Gray’s hand wrapped around my forearm, giving it a quick squeeze of reassurance before letting go.
“It spiraled quicker than I could have imagined,” I continued. “At thirteen, rather than deal with their son’s growing problem, my parents dropped me at my aunt’s house two states away. Bless her, she loved me regardless, and together we managed to get it down to a normal teenage level.”
I swallowed, my throat feeling far too dry. Water. I need water.
“I spiraled again when she died. Drowned in it for about a year before figuring out how to be stable while drinking. I could drink through the night, kill the hangover with a buzz, and start again. Always right on the edge, only occasionally letting myself go on full benders. I went years like that, running my business, making connections, making friends, and I can’t remember a single fully sober moment of any of it?—”

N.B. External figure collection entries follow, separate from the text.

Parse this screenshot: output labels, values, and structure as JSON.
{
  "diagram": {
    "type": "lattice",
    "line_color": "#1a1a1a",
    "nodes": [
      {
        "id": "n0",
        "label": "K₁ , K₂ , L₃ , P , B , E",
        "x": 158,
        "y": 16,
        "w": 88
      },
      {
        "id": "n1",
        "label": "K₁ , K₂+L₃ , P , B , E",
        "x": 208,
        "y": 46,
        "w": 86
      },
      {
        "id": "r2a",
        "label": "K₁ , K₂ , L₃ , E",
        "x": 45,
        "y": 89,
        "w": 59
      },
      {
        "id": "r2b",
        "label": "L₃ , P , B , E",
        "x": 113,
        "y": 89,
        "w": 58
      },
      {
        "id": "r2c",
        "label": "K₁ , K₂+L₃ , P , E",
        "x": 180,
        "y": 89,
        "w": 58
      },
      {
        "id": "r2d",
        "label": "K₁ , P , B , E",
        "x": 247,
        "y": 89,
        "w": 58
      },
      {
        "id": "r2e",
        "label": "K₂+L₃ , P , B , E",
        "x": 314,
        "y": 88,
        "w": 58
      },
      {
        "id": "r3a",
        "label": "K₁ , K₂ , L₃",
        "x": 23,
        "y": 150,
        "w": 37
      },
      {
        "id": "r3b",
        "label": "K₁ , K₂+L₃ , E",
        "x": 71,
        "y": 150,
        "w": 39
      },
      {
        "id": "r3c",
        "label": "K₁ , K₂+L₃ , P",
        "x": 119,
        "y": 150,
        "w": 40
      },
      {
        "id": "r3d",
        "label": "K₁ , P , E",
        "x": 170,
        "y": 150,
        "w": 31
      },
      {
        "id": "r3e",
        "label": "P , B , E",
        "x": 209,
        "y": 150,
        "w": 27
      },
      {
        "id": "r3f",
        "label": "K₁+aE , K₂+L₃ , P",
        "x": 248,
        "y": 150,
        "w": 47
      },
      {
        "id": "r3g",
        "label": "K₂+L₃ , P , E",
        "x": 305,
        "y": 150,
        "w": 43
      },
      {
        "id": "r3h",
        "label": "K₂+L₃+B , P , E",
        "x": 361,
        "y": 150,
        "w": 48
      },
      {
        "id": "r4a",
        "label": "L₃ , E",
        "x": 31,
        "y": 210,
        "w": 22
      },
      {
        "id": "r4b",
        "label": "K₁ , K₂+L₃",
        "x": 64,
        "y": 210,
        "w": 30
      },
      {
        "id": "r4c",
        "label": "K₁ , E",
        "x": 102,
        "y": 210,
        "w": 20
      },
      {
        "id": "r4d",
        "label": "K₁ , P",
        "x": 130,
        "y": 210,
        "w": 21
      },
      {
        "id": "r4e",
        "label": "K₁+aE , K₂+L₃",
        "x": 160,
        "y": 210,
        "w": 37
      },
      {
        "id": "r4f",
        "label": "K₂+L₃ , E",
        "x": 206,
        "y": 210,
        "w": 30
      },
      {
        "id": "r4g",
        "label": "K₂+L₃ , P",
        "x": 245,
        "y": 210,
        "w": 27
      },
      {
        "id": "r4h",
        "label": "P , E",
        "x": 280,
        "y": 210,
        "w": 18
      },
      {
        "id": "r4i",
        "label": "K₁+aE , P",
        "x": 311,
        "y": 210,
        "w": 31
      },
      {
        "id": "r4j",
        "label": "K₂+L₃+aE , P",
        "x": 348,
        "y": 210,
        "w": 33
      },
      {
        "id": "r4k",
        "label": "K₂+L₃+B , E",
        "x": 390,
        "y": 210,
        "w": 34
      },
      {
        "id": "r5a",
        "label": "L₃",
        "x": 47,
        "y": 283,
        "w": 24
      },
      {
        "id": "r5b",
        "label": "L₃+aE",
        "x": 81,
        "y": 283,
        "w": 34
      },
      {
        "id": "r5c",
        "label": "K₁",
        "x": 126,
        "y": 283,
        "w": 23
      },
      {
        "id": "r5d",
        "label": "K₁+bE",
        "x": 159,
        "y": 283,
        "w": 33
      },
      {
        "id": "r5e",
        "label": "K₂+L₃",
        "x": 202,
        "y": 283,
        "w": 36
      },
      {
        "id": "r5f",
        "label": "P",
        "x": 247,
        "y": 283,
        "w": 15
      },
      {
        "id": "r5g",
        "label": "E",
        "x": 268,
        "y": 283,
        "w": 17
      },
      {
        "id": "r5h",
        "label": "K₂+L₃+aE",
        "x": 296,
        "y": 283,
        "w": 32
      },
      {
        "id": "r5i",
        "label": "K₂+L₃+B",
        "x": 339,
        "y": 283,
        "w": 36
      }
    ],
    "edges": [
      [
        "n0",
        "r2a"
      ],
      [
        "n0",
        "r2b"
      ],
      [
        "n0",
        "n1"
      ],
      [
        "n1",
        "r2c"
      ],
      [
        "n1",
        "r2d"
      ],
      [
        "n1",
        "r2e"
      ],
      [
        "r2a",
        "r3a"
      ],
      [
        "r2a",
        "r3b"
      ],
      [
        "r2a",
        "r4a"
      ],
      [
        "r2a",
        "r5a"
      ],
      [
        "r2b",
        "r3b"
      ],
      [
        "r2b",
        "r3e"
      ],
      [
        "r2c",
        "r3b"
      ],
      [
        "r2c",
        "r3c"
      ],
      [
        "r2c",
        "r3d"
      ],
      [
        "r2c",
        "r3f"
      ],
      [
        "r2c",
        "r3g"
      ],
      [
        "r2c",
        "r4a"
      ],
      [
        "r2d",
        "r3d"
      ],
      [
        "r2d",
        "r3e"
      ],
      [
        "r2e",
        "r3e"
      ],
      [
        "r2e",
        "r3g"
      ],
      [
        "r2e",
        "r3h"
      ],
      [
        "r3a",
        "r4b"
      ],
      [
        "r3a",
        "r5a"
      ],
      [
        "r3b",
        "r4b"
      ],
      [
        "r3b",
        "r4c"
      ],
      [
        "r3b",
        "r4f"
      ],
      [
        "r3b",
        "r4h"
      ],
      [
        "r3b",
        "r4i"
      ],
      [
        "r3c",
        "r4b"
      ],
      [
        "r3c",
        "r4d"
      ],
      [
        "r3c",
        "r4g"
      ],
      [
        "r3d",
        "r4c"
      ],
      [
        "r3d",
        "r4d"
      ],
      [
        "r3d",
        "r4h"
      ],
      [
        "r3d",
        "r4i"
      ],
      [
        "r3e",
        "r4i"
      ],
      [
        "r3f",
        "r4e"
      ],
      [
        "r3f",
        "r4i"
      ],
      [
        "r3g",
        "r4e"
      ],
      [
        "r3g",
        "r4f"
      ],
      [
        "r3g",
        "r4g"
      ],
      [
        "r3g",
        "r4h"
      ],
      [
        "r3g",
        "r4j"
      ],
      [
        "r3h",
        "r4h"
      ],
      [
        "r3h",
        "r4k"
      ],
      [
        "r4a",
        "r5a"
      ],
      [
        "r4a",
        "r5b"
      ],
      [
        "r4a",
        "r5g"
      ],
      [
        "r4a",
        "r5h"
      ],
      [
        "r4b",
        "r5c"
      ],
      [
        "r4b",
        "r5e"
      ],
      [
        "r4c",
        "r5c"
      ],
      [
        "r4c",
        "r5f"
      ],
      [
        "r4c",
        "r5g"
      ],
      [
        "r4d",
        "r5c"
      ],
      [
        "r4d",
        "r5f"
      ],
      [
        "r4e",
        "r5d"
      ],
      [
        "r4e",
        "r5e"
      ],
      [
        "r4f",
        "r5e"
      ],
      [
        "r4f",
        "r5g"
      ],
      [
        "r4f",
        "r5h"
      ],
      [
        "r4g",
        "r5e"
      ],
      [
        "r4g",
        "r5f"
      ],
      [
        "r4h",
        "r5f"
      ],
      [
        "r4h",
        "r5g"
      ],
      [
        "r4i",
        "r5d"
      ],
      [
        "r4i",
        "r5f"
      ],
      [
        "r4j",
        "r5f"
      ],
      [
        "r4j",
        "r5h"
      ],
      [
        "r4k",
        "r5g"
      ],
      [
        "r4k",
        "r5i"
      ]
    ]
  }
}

The doors of the gym opened, and although we were told to not pay any mind if people passed through during the meetings, I couldn’t ignore this one.
“I…”
Hazel eyes watched me from across the room, smudges of mascara below them. It was the first time seeing them in a year and I took in a deep breath as Gray found my arm again, not letting go this time. “It’s okay,” he whispered.
I wiped my mouth from the nerves, massaging the muscles of my jaw. “I met someone,” I faltered, the words I’d rehearsed in my mind jumbling together, reworking, rewiring. She’s here. “And there was… there was something about her from the moment we met, something I knew I needed to pursue. But I fucked it up, royally, and I spiraled again, worse than the first time. I landed in a rehab facility out in LA for six months with help from my friends.”
The doors opened again, and a slightly shorter frame stepped through, one arm reaching out to her. “Dana, we can’t just, shit,” Lottie whispered harshly. She grabbed for Dana’s arm, but Dana took a step away from her, cementing herself in the room.
“She gave me another chance without knowing any of my problems when I returned.” I closed my eyes, trying to recenter myself without seeing her gaze. “Things had changed, though. She had a child—a son. She had a life. And despite how easily I found it to slot myself in, everything else around me began to crumble, and my sobriety was teetering. It was the first time I’d ever tried to be completely sober, and I didn’t know what I was doing, how to handle it, or how to get through the hard days. And the hard days just kept piling on.”
I opened my eyes, meeting hers again, and it was like everything else fell away. No circle of chairs, no Gray by my side, no sponsor watching me, no gymnasium. Just her, too far away, and me.